Shipping bulk hardware via freight

Larry Sheldon larrysheldon at cox.net
Fri Nov 7 03:43:29 UTC 2014


On 11/6/2014 12:07, Valdis.Kletnieks at vt.edu wrote:
> On Wed, 05 Nov 2014 23:11:23 -0500, William Herrin said:
>
>> Ah yes, I recall watching them decommission the old Control Data Cyber 990
>> back at Georgia Tech. The mover slipped trying to get it on the liftgate
>> and the whole cabinet dropped about a foot to the ground with a nice solid
>> thud.
>
> I know of a case where somebody managed to drop an IBM Shark storage
> array off a forklift.
>
> Amazingly enough, it still kinda sorta worked after that....

I no longer can recall the name of the company (his trucks were United 
Fan Lines colors but he had split off or something and had a license to 
use the colors)--all he (and crew) did was big computers.

In the years I dealt with him the highlights were a) the time he and 
crew loaded a 1783 Drum (Several thousand pounds, I think, and 
top-heavy) into a truck parked against the curb or a street that has a 
moderately radical slope.  Rolling it off the lift gate they lost it and 
it slammed against the down-hill wall pretty sternly.  The truck tilted 
a bit into the street light pole which made the pole whip, flinging the 
glass cover down on the truck.  Activity eventually stopped with the 
truck leaning (and immobilized) against the pole.  I don't remember the 
resolution.


b) the time they Johnson-barred an 1110 CPU into an open hole in the 
raised floor.  Seems like the ripped out a lot of floor before deciding 
the strategy was not working.  Seems like the used several Rol-a-lifts, 
a lot of canvas strapping and Johnson Bar handles recovering it.



-- 
The unique Characteristics of System Administrators:

The fact that they are infallible; and,

The fact that they learn from their mistakes.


» **TASK DESCRIPTION**
From the entries that follow, list every line in which the string "auto" appears.

#### EXERCISE INPUTS ####

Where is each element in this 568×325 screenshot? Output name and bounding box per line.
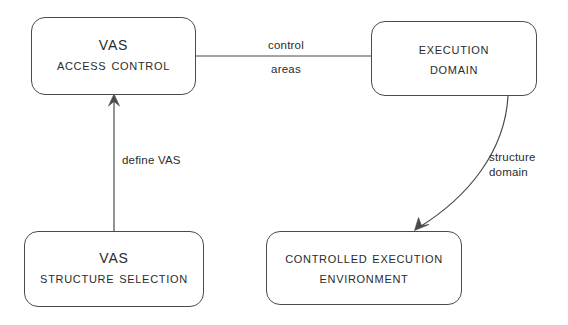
node-vas-structure-selection-line2: Structure Selection	[40, 268, 188, 288]
node-vas-structure-selection[interactable]: VAS Structure Selection	[24, 231, 204, 307]
edge-label-structure-domain: structure domain	[489, 150, 559, 180]
node-execution-domain-line2: Domain	[430, 59, 478, 79]
node-execution-domain-line1: Execution	[419, 39, 489, 59]
node-controlled-execution-environment[interactable]: Controlled Execution Environment	[266, 231, 462, 305]
node-vas-structure-selection-line1: VAS	[99, 250, 128, 268]
edge-structure-domain-arrowhead	[415, 218, 430, 231]
node-vas-access-control[interactable]: VAS Access Control	[31, 17, 196, 95]
node-controlled-execution-environment-line2: Environment	[320, 268, 409, 288]
diagram-canvas: VAS Access Control Execution Domain VAS …	[0, 0, 568, 325]
edge-label-control-areas: control areas	[258, 38, 314, 77]
edge-label-control-areas-line2: areas	[258, 62, 314, 77]
node-vas-access-control-line1: VAS	[99, 37, 128, 55]
edge-label-structure-domain-line1: structure	[489, 150, 559, 165]
node-execution-domain[interactable]: Execution Domain	[371, 21, 537, 96]
node-vas-access-control-line2: Access Control	[57, 55, 170, 75]
edge-label-structure-domain-line2: domain	[489, 165, 559, 180]
edge-label-define-vas: define VAS	[122, 153, 192, 168]
edge-label-define-vas-line1: define VAS	[122, 154, 181, 166]
edge-label-control-areas-line1: control	[258, 38, 314, 53]
node-controlled-execution-environment-line1: Controlled Execution	[285, 248, 443, 268]
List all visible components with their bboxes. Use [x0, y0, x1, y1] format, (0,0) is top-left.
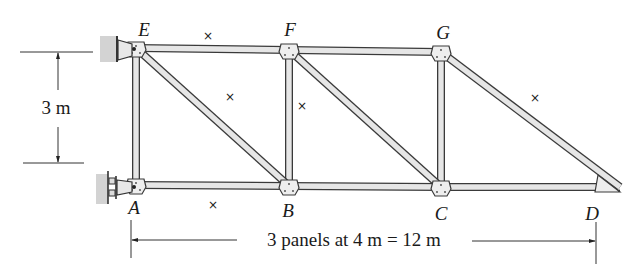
- zero-force-mark: ×: [203, 29, 213, 43]
- truss-members: [136, 48, 620, 187]
- joint-label-F: F: [283, 19, 296, 40]
- gusset-G: [431, 46, 451, 61]
- joint-label-A: A: [126, 197, 140, 218]
- zero-force-mark: ×: [297, 99, 307, 113]
- gusset-plates: [126, 42, 620, 196]
- gusset-B: [279, 180, 299, 195]
- joint-label-C: C: [435, 203, 448, 224]
- truss-diagram: 3 m 3 panels at 4 m = 12 m EFGABCD ×××××: [0, 0, 640, 278]
- span-dimension: 3 panels at 4 m = 12 m: [131, 220, 596, 264]
- span-label: 3 panels at 4 m = 12 m: [267, 229, 441, 250]
- zero-force-mark: ×: [208, 198, 218, 212]
- pin-support-E: [100, 36, 136, 62]
- joint-label-E: E: [137, 19, 150, 40]
- zero-force-mark: ×: [225, 90, 235, 104]
- height-dimension: 3 m: [20, 52, 93, 163]
- joint-label-B: B: [282, 200, 294, 221]
- zero-force-mark: ×: [530, 91, 540, 105]
- joint-label-D: D: [584, 203, 599, 224]
- gusset-C: [431, 181, 451, 196]
- joint-label-G: G: [436, 22, 450, 43]
- height-label: 3 m: [41, 97, 70, 118]
- gusset-F: [279, 44, 299, 59]
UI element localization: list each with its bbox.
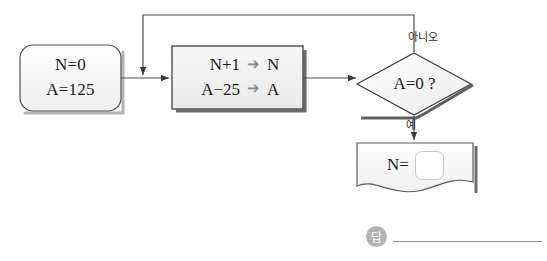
output-document-shape bbox=[357, 143, 473, 192]
start-terminator-shape bbox=[20, 45, 121, 111]
flowchart-canvas: N=0 A=125 N+1 ➔ N A−25 ➔ A A=0 ? N= 아니오 … bbox=[0, 0, 547, 261]
process-box-shape bbox=[172, 46, 303, 109]
edge-label-yes: 예 bbox=[406, 116, 416, 132]
decision-diamond-shape bbox=[357, 53, 471, 115]
edge-label-no: 아니오 bbox=[408, 28, 438, 44]
answer-row: 답 bbox=[366, 222, 542, 250]
answer-badge-icon: 답 bbox=[366, 226, 387, 247]
answer-blank-line[interactable] bbox=[393, 241, 542, 242]
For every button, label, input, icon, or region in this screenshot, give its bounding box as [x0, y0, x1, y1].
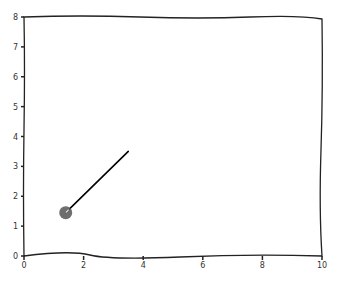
x-tick-label: 4 — [141, 261, 146, 270]
x-tick-label: 10 — [317, 261, 327, 270]
y-tick-label: 4 — [13, 133, 18, 142]
x-tick-label: 6 — [200, 261, 205, 270]
y-axis-ticks: 012345678 — [13, 13, 24, 261]
y-tick-label: 1 — [13, 222, 18, 231]
y-tick-label: 2 — [13, 192, 18, 201]
x-tick-label: 2 — [81, 261, 86, 270]
x-tick-label: 8 — [260, 261, 265, 270]
line-segment — [66, 151, 129, 212]
chart: 012345678 0246810 — [0, 0, 337, 286]
y-tick-label: 0 — [13, 252, 18, 261]
y-tick-label: 3 — [13, 162, 18, 171]
x-tick-label: 0 — [21, 261, 26, 270]
y-tick-label: 6 — [13, 73, 18, 82]
plot-area — [59, 151, 128, 219]
x-axis-ticks: 0246810 — [21, 256, 327, 270]
axes-frame — [24, 16, 323, 258]
y-tick-label: 5 — [13, 103, 18, 112]
y-tick-label: 8 — [13, 13, 18, 22]
y-tick-label: 7 — [13, 43, 18, 52]
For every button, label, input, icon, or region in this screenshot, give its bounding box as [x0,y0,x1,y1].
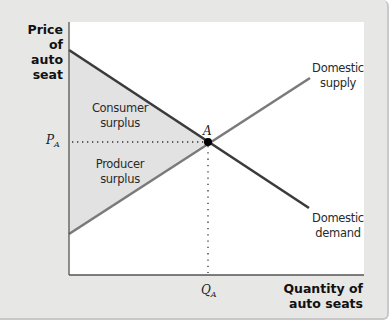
domestic-demand-label: Domestic demand [306,211,370,241]
point-a-label: A [203,124,212,139]
consumer-surplus-line2: surplus [80,116,160,131]
qa-label: QA [201,283,217,302]
consumer-surplus-label: Consumer surplus [80,101,160,131]
x-axis-title-line2: auto seats [280,296,363,311]
qa-label-main: Q [201,283,211,297]
supply-label-line1: Domestic [306,61,370,76]
y-axis-title-line2: auto seat [15,52,63,82]
domestic-supply-label: Domestic supply [306,61,370,91]
equilibrium-point-a [204,138,212,146]
producer-surplus-line1: Producer [80,157,160,172]
producer-surplus-label: Producer surplus [80,157,160,187]
qa-label-sub: A [211,290,217,299]
pa-label-sub: A [54,140,60,149]
y-axis-title-line1: Price of [15,22,63,52]
x-axis-title: Quantity of auto seats [280,281,363,311]
demand-label-line1: Domestic [306,211,370,226]
pa-label-main: P [46,133,54,147]
x-axis-title-line1: Quantity of [280,281,363,296]
demand-label-line2: demand [306,226,370,241]
y-axis-title: Price of auto seat [15,22,63,82]
consumer-surplus-line1: Consumer [80,101,160,116]
pa-label: PA [46,133,60,152]
supply-label-line2: supply [306,76,370,91]
producer-surplus-line2: surplus [80,172,160,187]
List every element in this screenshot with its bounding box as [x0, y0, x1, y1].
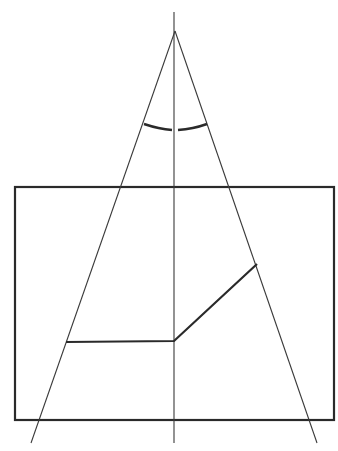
- diagram-canvas: [0, 0, 338, 451]
- geometry-diagram: [0, 0, 338, 451]
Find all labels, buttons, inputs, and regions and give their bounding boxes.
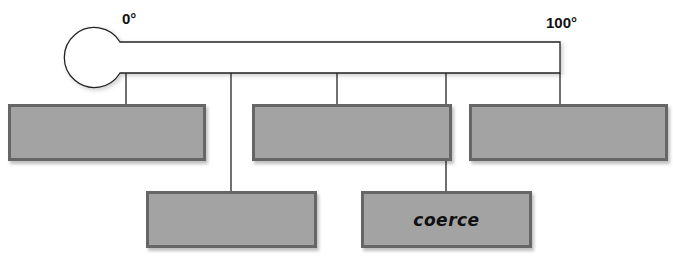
thermometer-outline xyxy=(64,28,560,88)
scale-min-label: 0° xyxy=(122,10,136,27)
box-4-text: coerce xyxy=(413,210,479,230)
answer-box-5[interactable] xyxy=(469,104,668,161)
answer-box-3[interactable] xyxy=(252,104,452,161)
answer-box-1[interactable] xyxy=(8,104,206,161)
scale-max-label: 100° xyxy=(546,14,577,31)
answer-box-2[interactable] xyxy=(146,191,317,248)
answer-box-4[interactable]: coerce xyxy=(361,191,532,248)
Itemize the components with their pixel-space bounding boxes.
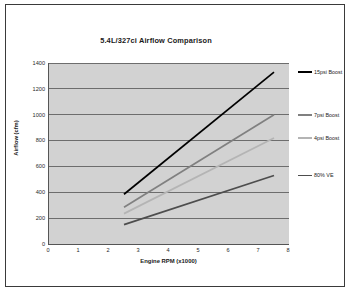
- x-tick-label: 4: [158, 247, 178, 253]
- x-axis-label: Engine RPM (x1000): [48, 258, 289, 264]
- x-tick-label: 6: [218, 247, 238, 253]
- legend-color-swatch: [298, 175, 312, 177]
- y-tick-label: 1400: [23, 60, 45, 66]
- y-tick-label: 600: [23, 163, 45, 169]
- x-tick-label: 3: [128, 247, 148, 253]
- x-axis-ticks: 012345678: [48, 247, 289, 257]
- x-tick-label: 7: [248, 247, 268, 253]
- legend-label: 15psi Boost: [314, 69, 342, 75]
- y-axis-ticks: 0200400600800100012001400: [20, 63, 45, 244]
- y-axis-label: Airflow (cfm): [13, 108, 19, 168]
- x-tick-label: 2: [98, 247, 118, 253]
- chart-legend: 15psi Boost7psi Boost4psi Boost80% VE: [298, 63, 354, 244]
- y-tick-label: 0: [23, 241, 45, 247]
- legend-item[interactable]: 4psi Boost: [298, 133, 339, 142]
- series-line: [124, 115, 274, 207]
- x-tick-label: 0: [38, 247, 58, 253]
- series-line: [124, 175, 274, 224]
- x-tick-label: 8: [278, 247, 298, 253]
- y-tick-label: 200: [23, 215, 45, 221]
- legend-color-swatch: [298, 137, 312, 139]
- y-tick-label: 1200: [23, 86, 45, 92]
- legend-item[interactable]: 80% VE: [298, 171, 333, 180]
- y-tick-label: 800: [23, 137, 45, 143]
- legend-label: 80% VE: [314, 172, 333, 178]
- legend-label: 4psi Boost: [314, 135, 339, 141]
- y-tick-label: 400: [23, 189, 45, 195]
- y-tick-label: 1000: [23, 112, 45, 118]
- x-tick-label: 1: [68, 247, 88, 253]
- x-tick-label: 5: [188, 247, 208, 253]
- plot-lines: [49, 63, 289, 244]
- chart-title: 5.4L/327ci Airflow Comparison: [6, 36, 306, 45]
- chart-frame: 5.4L/327ci Airflow Comparison Airflow (c…: [5, 4, 345, 287]
- legend-item[interactable]: 15psi Boost: [298, 68, 342, 77]
- legend-color-swatch: [298, 114, 312, 116]
- legend-label: 7psi Boost: [314, 112, 339, 118]
- legend-color-swatch: [298, 71, 312, 73]
- legend-item[interactable]: 7psi Boost: [298, 110, 339, 119]
- plot-area: [48, 63, 289, 245]
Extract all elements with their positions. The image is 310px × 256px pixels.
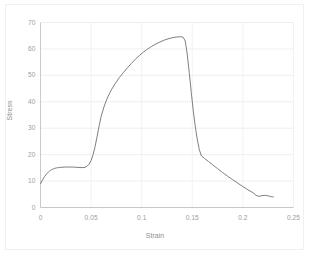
stress-strain-chart: 010203040506070 00.050.10.150.20.25 Stre… — [0, 0, 310, 256]
x-axis-title: Strain — [0, 232, 310, 239]
y-tick-label: 30 — [22, 124, 36, 131]
y-tick-label: 0 — [22, 204, 36, 211]
x-tick-label: 0.2 — [231, 214, 255, 221]
x-tick-label: 0.15 — [180, 214, 204, 221]
x-tick-label: 0.25 — [282, 214, 306, 221]
y-tick-label: 70 — [22, 19, 36, 26]
x-tick-label: 0.1 — [130, 214, 154, 221]
y-tick-label: 10 — [22, 177, 36, 184]
data-series-line — [41, 37, 274, 197]
x-tick-label: 0 — [29, 214, 53, 221]
gridlines — [41, 23, 294, 208]
y-tick-label: 20 — [22, 151, 36, 158]
y-tick-label: 40 — [22, 98, 36, 105]
x-tick-label: 0.05 — [79, 214, 103, 221]
y-tick-label: 50 — [22, 71, 36, 78]
y-tick-label: 60 — [22, 45, 36, 52]
axis-lines — [41, 23, 294, 208]
y-axis-title: Stress — [6, 86, 13, 136]
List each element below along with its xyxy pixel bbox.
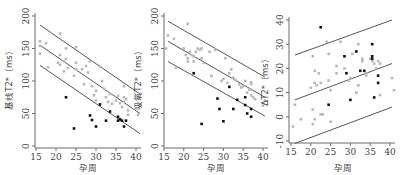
data-point-normal: [373, 62, 376, 65]
data-point-abnormal: [192, 72, 195, 75]
data-point-normal: [311, 123, 314, 126]
data-point-abnormal: [349, 99, 352, 102]
data-point-normal: [313, 70, 316, 73]
data-point-normal: [329, 120, 332, 123]
data-point-abnormal: [319, 26, 322, 29]
x-tick-label: 40: [257, 152, 269, 162]
data-point-normal: [107, 101, 110, 104]
data-point-abnormal: [377, 82, 380, 85]
data-point-abnormal: [371, 57, 374, 60]
data-point-normal: [192, 55, 195, 58]
data-point-normal: [224, 57, 227, 60]
data-point-normal: [208, 50, 211, 53]
data-point-normal: [244, 80, 247, 83]
data-point-normal: [202, 62, 205, 65]
data-point-normal: [319, 82, 322, 85]
data-point-normal: [123, 85, 126, 88]
data-point-normal: [317, 72, 320, 75]
y-tick-label: 150: [150, 40, 160, 57]
data-point-abnormal: [244, 96, 247, 99]
data-point-normal: [343, 67, 346, 70]
y-axis-label: ΔT2*（ms）: [260, 54, 270, 105]
data-point-normal: [103, 88, 106, 91]
data-point-abnormal: [125, 119, 128, 122]
y-tick-label: 150: [21, 40, 31, 57]
data-point-normal: [347, 79, 350, 82]
y-tick-label: 0: [150, 143, 160, 149]
data-point-normal: [365, 74, 368, 77]
data-point-normal: [39, 40, 42, 43]
data-point-normal: [109, 93, 112, 96]
data-point-normal: [87, 71, 90, 74]
data-point-normal: [311, 108, 314, 111]
data-point-normal: [375, 67, 378, 70]
data-point-normal: [242, 85, 245, 88]
y-tick-label: 50: [21, 108, 31, 120]
data-point-normal: [379, 94, 382, 97]
data-point-abnormal: [377, 74, 380, 77]
data-point-normal: [65, 58, 68, 61]
data-point-normal: [81, 68, 84, 71]
data-point-normal: [200, 57, 203, 60]
y-tick-label: 0: [275, 114, 285, 120]
data-point-abnormal: [121, 119, 124, 122]
data-point-normal: [234, 78, 237, 81]
x-tick-label: 20: [178, 152, 190, 162]
data-point-normal: [339, 40, 342, 43]
data-point-normal: [254, 98, 257, 101]
data-point-normal: [91, 85, 94, 88]
data-point-normal: [311, 55, 314, 58]
data-point-normal: [377, 60, 380, 63]
data-point-normal: [59, 54, 62, 57]
data-point-abnormal: [65, 96, 68, 99]
data-point-abnormal: [359, 70, 362, 73]
x-tick-label: 35: [237, 152, 249, 162]
data-point-abnormal: [355, 50, 358, 53]
data-point-abnormal: [218, 108, 221, 111]
data-point-normal: [115, 99, 118, 102]
data-point-normal: [222, 78, 225, 81]
y-tick-label: 10: [275, 87, 285, 99]
data-point-normal: [75, 62, 78, 65]
data-point-normal: [329, 89, 332, 92]
data-point-normal: [39, 45, 42, 48]
regression-line-fit: [40, 45, 140, 113]
y-tick-label: 30: [275, 38, 285, 50]
data-point-normal: [67, 67, 70, 70]
y-tick-label: 100: [21, 72, 31, 89]
data-point-normal: [321, 113, 324, 116]
x-tick-label: 30: [218, 152, 230, 162]
data-point-abnormal: [109, 110, 112, 113]
data-point-normal: [327, 79, 330, 82]
x-tick-label: 15: [285, 147, 297, 157]
data-point-abnormal: [89, 114, 92, 117]
data-point-normal: [325, 40, 328, 43]
data-point-normal: [95, 89, 98, 92]
regression-line-upper: [295, 20, 392, 55]
data-point-normal: [310, 86, 313, 89]
data-point-normal: [194, 50, 197, 53]
data-point-normal: [250, 83, 253, 86]
data-point-abnormal: [244, 104, 247, 107]
data-point-abnormal: [105, 119, 108, 122]
data-point-normal: [59, 32, 62, 35]
data-point-abnormal: [99, 103, 102, 106]
x-tick-label: 40: [384, 147, 396, 157]
data-point-normal: [175, 67, 178, 70]
data-point-normal: [73, 75, 76, 78]
x-tick-label: 15: [30, 152, 42, 162]
data-point-normal: [184, 54, 187, 57]
data-point-normal: [183, 47, 186, 50]
data-point-normal: [137, 114, 140, 117]
x-axis-label: 孕周: [79, 163, 97, 173]
y-tick-label: 100: [150, 72, 160, 89]
x-tick-label: 30: [345, 147, 357, 157]
data-point-normal: [65, 47, 68, 50]
y-axis-label: 基线T2*（ms）: [4, 46, 14, 110]
data-point-normal: [355, 91, 358, 94]
data-point-normal: [393, 89, 396, 92]
data-point-abnormal: [373, 96, 376, 99]
figure-three-scatter-panels: 050100150200152025303540孕周基线T2*（ms） 0501…: [0, 0, 412, 175]
data-point-normal: [39, 52, 42, 55]
y-axis-label: 吸氧T2*（ms）: [133, 46, 143, 110]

####

» **OUTPUT FOR THIS EXERCISE**
x-axis-title-line2: auto seats [280,296,363,311]
y-axis-title-line2: auto seat [15,52,63,82]
x-axis-title: Quantity of auto seats [280,281,363,311]
y-axis-title: Price of auto seat [15,22,63,82]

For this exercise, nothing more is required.